“Of course,” said Kate, very conscious of that letter still unposted, “but—but he doesn’t say Charles anything, just Charles. It’s a daft-like thing not to give his name; it might be anybody. There’s my Charles, and there’s Charles Maclean from Oronsay,—what way am I to know which of them it is?”

“It’ll be either or eyether,” said Bud. “Do you know Charles Maclean?”

“Of course I do,” said the maid. “He’s following the sea, and we were well acquaint.”

“Did he propose to you?” asked Bud.

“Well, he did not exactly propose,” admitted Kate, “but we sometimes went a walk together to the churchyard on a Sunday, and you know yourself what that means out in Colonsay. I’ll just keep the letter and think of it. It’s the nicest letter I ever got, and full of information. It’s Charles Maclean, I’ll warrant you, but he did not use to call me Katherine—he just said Kate, and his face would be as red as anything. Fancy him going down with all hands! My heart is sore for him,” and the maid there and then transferred her devotion from the misty lad of her own imagination to Charles Maclean of Oronsay.

“You’ll help me to write him a letter back to-night,” she said.

“Yes, indeed, I’ll love to,” said the child wearily. But by the time the night came on, and Wanton Wully rang his curfew bell, and the rooks came clanging home to the tall trees of the forest, she was beyond all interest in life or love.

CHAPTER XIII.

Wanton Wully only briefly rang the morning bell, and gingerly, with tight-shut lips and deep nose breathings, as if its loud alarm could so be mitigated. Once before he had done it just as delicately—when the Earl was dying, and the bell-ringer, uncertain of his skill to toll, when the time came, with the right half-minute pauses, grieved the town and horrified the Castle by a rehearsal in the middle of a winter night. But no soul of mercy is in brazen bells that hang aloof from man in lofty steeples, and this one, swung ever so gently, sullenly boomed—boomed—boomed.

“Oh, to the devil wi’ ye!” said Wanton Wully, sweating with vexation. “Of all the senseless bells! A big, boss bluiter! I canna compel nor coax ye!” and he gave the rope one vicious tug that brought it, broken, round his ears; then went from the church into the sunny, silent, morning street, where life and the day suspended.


**Your objective**
An identical reprint of the entire listing below is expected.

Start of Extracted information

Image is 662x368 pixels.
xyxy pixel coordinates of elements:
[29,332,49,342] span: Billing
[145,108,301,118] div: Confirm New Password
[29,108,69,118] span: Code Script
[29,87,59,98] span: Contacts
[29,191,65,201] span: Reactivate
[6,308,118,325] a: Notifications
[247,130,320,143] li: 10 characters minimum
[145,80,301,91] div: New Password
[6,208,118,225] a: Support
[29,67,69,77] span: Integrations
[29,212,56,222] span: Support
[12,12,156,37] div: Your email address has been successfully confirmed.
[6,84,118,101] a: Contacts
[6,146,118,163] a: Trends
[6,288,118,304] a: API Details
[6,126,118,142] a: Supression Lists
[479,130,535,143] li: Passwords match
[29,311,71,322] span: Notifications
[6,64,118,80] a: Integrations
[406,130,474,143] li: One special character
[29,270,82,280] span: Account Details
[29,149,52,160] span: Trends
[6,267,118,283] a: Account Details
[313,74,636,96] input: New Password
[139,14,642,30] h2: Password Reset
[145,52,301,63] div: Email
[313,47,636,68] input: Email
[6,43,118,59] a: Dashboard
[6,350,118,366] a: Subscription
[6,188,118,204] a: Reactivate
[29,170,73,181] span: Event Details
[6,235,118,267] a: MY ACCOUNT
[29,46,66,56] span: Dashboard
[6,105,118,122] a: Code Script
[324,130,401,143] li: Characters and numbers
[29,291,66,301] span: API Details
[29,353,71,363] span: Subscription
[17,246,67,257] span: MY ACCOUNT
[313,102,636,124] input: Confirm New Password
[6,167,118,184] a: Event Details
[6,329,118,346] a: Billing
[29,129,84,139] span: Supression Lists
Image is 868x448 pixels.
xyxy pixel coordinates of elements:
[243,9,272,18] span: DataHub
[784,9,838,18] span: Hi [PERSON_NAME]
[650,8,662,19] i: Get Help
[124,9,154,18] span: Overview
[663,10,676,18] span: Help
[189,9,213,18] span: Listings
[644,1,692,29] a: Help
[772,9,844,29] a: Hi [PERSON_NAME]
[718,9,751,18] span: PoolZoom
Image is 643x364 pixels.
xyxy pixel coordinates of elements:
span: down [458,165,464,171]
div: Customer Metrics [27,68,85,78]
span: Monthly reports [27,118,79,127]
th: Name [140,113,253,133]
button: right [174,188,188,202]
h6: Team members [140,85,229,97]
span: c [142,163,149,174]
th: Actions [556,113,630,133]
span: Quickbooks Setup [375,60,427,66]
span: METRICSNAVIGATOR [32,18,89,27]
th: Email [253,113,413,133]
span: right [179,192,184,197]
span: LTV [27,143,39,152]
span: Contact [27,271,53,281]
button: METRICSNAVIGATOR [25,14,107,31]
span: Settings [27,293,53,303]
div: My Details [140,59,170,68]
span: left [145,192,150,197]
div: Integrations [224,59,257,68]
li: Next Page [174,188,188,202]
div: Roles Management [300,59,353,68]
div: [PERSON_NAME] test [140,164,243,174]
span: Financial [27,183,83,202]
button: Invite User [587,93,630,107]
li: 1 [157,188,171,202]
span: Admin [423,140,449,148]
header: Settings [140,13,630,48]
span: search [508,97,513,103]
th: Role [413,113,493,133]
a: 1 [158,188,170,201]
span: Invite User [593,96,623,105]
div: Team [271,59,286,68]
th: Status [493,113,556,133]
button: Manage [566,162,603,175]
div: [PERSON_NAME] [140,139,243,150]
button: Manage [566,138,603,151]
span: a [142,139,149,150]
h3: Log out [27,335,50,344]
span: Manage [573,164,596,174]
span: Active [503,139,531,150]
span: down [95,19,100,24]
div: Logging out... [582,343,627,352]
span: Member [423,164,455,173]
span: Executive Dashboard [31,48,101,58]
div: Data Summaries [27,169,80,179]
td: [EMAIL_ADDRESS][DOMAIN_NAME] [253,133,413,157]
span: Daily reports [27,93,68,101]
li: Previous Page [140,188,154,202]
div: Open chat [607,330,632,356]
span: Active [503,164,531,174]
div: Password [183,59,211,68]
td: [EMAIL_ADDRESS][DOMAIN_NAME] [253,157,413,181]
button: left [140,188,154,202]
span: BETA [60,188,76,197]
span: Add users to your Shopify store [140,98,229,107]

End of Extracted information

**Written answer**
Image is 662x368 pixels.
xyxy pixel coordinates of elements:
[29,332,49,342] span: Billing
[145,108,301,118] div: Confirm New Password
[29,108,69,118] span: Code Script
[29,87,59,98] span: Contacts
[29,191,65,201] span: Reactivate
[6,308,118,325] a: Notifications
[247,130,320,143] li: 10 characters minimum
[145,80,301,91] div: New Password
[6,208,118,225] a: Support
[29,67,69,77] span: Integrations
[29,212,56,222] span: Support
[12,12,156,37] div: Your email address has been successfully confirmed.
[6,84,118,101] a: Contacts
[6,146,118,163] a: Trends
[6,288,118,304] a: API Details
[6,126,118,142] a: Supression Lists
[479,130,535,143] li: Passwords match
[29,311,71,322] span: Notifications
[6,64,118,80] a: Integrations
[406,130,474,143] li: One special character
[29,270,82,280] span: Account Details
[29,149,52,160] span: Trends
[6,267,118,283] a: Account Details
[313,74,636,96] input: New Password
[139,14,642,30] h2: Password Reset
[145,52,301,63] div: Email
[313,47,636,68] input: Email
[6,43,118,59] a: Dashboard
[6,350,118,366] a: Subscription
[6,188,118,204] a: Reactivate
[29,170,73,181] span: Event Details
[6,235,118,267] a: MY ACCOUNT
[29,46,66,56] span: Dashboard
[6,105,118,122] a: Code Script
[324,130,401,143] li: Characters and numbers
[29,291,66,301] span: API Details
[29,353,71,363] span: Subscription
[17,246,67,257] span: MY ACCOUNT
[313,102,636,124] input: Confirm New Password
[6,167,118,184] a: Event Details
[6,329,118,346] a: Billing
[29,129,84,139] span: Supression Lists
Image is 868x448 pixels.
xyxy pixel coordinates of elements:
[243,9,272,18] span: DataHub
[784,9,838,18] span: Hi [PERSON_NAME]
[650,8,662,19] i: Get Help
[124,9,154,18] span: Overview
[663,10,676,18] span: Help
[189,9,213,18] span: Listings
[644,1,692,29] a: Help
[772,9,844,29] a: Hi [PERSON_NAME]
[718,9,751,18] span: PoolZoom
Image is 643x364 pixels.
xyxy pixel coordinates of elements:
span: down [458,165,464,171]
div: Customer Metrics [27,68,85,78]
span: Monthly reports [27,118,79,127]
th: Name [140,113,253,133]
button: right [174,188,188,202]
h6: Team members [140,85,229,97]
span: c [142,163,149,174]
th: Actions [556,113,630,133]
span: Quickbooks Setup [375,60,427,66]
span: METRICSNAVIGATOR [32,18,89,27]
th: Email [253,113,413,133]
span: right [179,192,184,197]
span: LTV [27,143,39,152]
span: Contact [27,271,53,281]
button: METRICSNAVIGATOR [25,14,107,31]
span: Settings [27,293,53,303]
div: My Details [140,59,170,68]
span: left [145,192,150,197]
div: Integrations [224,59,257,68]
li: Next Page [174,188,188,202]
div: Roles Management [300,59,353,68]
div: [PERSON_NAME] test [140,164,243,174]
span: Financial [27,183,83,202]
button: Invite User [587,93,630,107]
li: 1 [157,188,171,202]
span: Admin [423,140,449,148]
header: Settings [140,13,630,48]
span: search [508,97,513,103]
th: Role [413,113,493,133]
a: 1 [158,188,170,201]
span: Invite User [593,96,623,105]
div: Team [271,59,286,68]
th: Status [493,113,556,133]
button: Manage [566,162,603,175]
div: [PERSON_NAME] [140,139,243,150]
button: Manage [566,138,603,151]
span: a [142,139,149,150]
h3: Log out [27,335,50,344]
span: Manage [573,164,596,174]
span: Active [503,139,531,150]
span: down [95,19,100,24]
div: Logging out... [582,343,627,352]
span: Member [423,164,455,173]
span: Executive Dashboard [31,48,101,58]
div: Data Summaries [27,169,80,179]
td: [EMAIL_ADDRESS][DOMAIN_NAME] [253,133,413,157]
span: Daily reports [27,93,68,101]
li: Previous Page [140,188,154,202]
div: Open chat [607,330,632,356]
span: Active [503,164,531,174]
div: Password [183,59,211,68]
td: [EMAIL_ADDRESS][DOMAIN_NAME] [253,157,413,181]
button: left [140,188,154,202]
span: BETA [60,188,76,197]
span: Add users to your Shopify store [140,98,229,107]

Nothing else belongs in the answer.